The company being put together to construct and operate the National Broadband Network will be formally named "NBN Co. Limited".
The Federal Government has established the state-owned company that will build and administer the National Broadband Network and will soon announce the appointment of search firm to find its chief executive and board.
The Federal Government has terminated the National Broadband Network tender process with no winner, instead flagging plans to invest billions in building its own fibre-to-the-home network to 90 per cent of Australians over the next eight years.
Minister for Communications Stephen Conroy today said trench digging to lay fibre cables for the National Broadband Network in Tasmania would begin in October.
The Federal Government has awarded its $4.7 billion National Broadband Network contract to a secretive consortium backed by the wealthy Packer and Murdoch families.
It was interesting to witness Conroy's recent enthusiasm to spruik the NBN's role in supporting the Smart Grid, Smart City initiative. What a pity that Conroy hadn't yet seen the damning report from the Victorian auditor-general about that state's smart-meter roll-out.
Getting Senator Stephen Conroy's regulatory reform for the telecommunications industry through the parliament would need support from the Senate. On Twisted Wire we ring around to see which parties are supportive and which are against.
This week, Stephen Conroy showed with great certainty that the NBN remains a touch-and-go affair with no clear timeline, a relatively questionable lack of governance, and lots of unresolved mysteries.
Like the engineers that sat down on day one with an empty blackboard and a mission to get man to the moon and back, building the NBN from the ground up is a daunting and complex opportunity that will present more than its share of challenges.
Pretty soon, the government will be screening and filtering our email as well as making blogs like this one disappear.
Communications Minister Stephen Conroy will likely release a censored version of Enex Testlabs' report into the technical feasibility of ISP-level internet filtering, in an attempt to minimise the fallout on his political career.
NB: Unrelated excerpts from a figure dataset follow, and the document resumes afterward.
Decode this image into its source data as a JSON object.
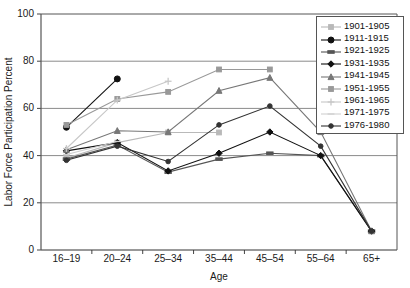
{
  "chart_data": {
    "type": "line",
    "title": "",
    "xlabel": "Age",
    "ylabel": "Labor Force Participation Percent",
    "categories": [
      "16–19",
      "20–24",
      "25–34",
      "35–44",
      "45–54",
      "55–64",
      "65+"
    ],
    "ylim": [
      0,
      100
    ],
    "yticks": [
      0,
      20,
      40,
      60,
      80,
      100
    ],
    "grid": "horizontal",
    "legend_position": "top-right",
    "series": [
      {
        "name": "1901-1905",
        "marker": "square-light",
        "color": "#b9b9b9",
        "values": [
          39,
          45.5,
          49.8,
          49.8,
          null,
          null,
          null
        ]
      },
      {
        "name": "1911-1915",
        "marker": "circle-filled",
        "color": "#111111",
        "values": [
          52,
          72.5,
          null,
          null,
          null,
          null,
          null
        ]
      },
      {
        "name": "1921-1925",
        "marker": "dash-dark",
        "color": "#555555",
        "values": [
          38.5,
          44.5,
          33,
          38.5,
          41,
          40,
          8
        ]
      },
      {
        "name": "1931-1935",
        "marker": "diamond-filled",
        "color": "#111111",
        "values": [
          42,
          45.5,
          33.5,
          41,
          50,
          40,
          8
        ]
      },
      {
        "name": "1941-1945",
        "marker": "triangle",
        "color": "#777777",
        "values": [
          42.5,
          50.5,
          50,
          67.5,
          73,
          50,
          8
        ]
      },
      {
        "name": "1951-1955",
        "marker": "square-gray",
        "color": "#999999",
        "values": [
          53,
          64,
          67,
          76.5,
          76.5,
          null,
          null
        ]
      },
      {
        "name": "1961-1965",
        "marker": "plus-light",
        "color": "#c7c7c7",
        "values": [
          43,
          63.5,
          71.5,
          null,
          null,
          null,
          null
        ]
      },
      {
        "name": "1971-1975",
        "marker": "line-light",
        "color": "#cfcfcf",
        "values": [
          40.5,
          46,
          null,
          null,
          null,
          null,
          null
        ]
      },
      {
        "name": "1976-1980",
        "marker": "circle-small",
        "color": "#333333",
        "values": [
          38,
          44,
          37.5,
          53,
          61,
          44,
          8
        ]
      }
    ]
  }
}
The level of ignorance from Australian politicians about technology can be staggering. Here's some of the worst examples we've seen, and a short recipe for resolving the issue.
Loosening the regulatory controls on Telstra might actually make it easier to attract customers away from its copper network and onto the new and shiny National Broadband Network.
Mike Quigley and Doug Campbell's long-standing relationships with Telstra and few of its rivals will lead Australia's telecommunications industry to question privately whether Telstra will receive a phenomenal level of access to the NBN decision-making processes.
A simple way forward for the National Broadband Network and for Telstra has now emerged.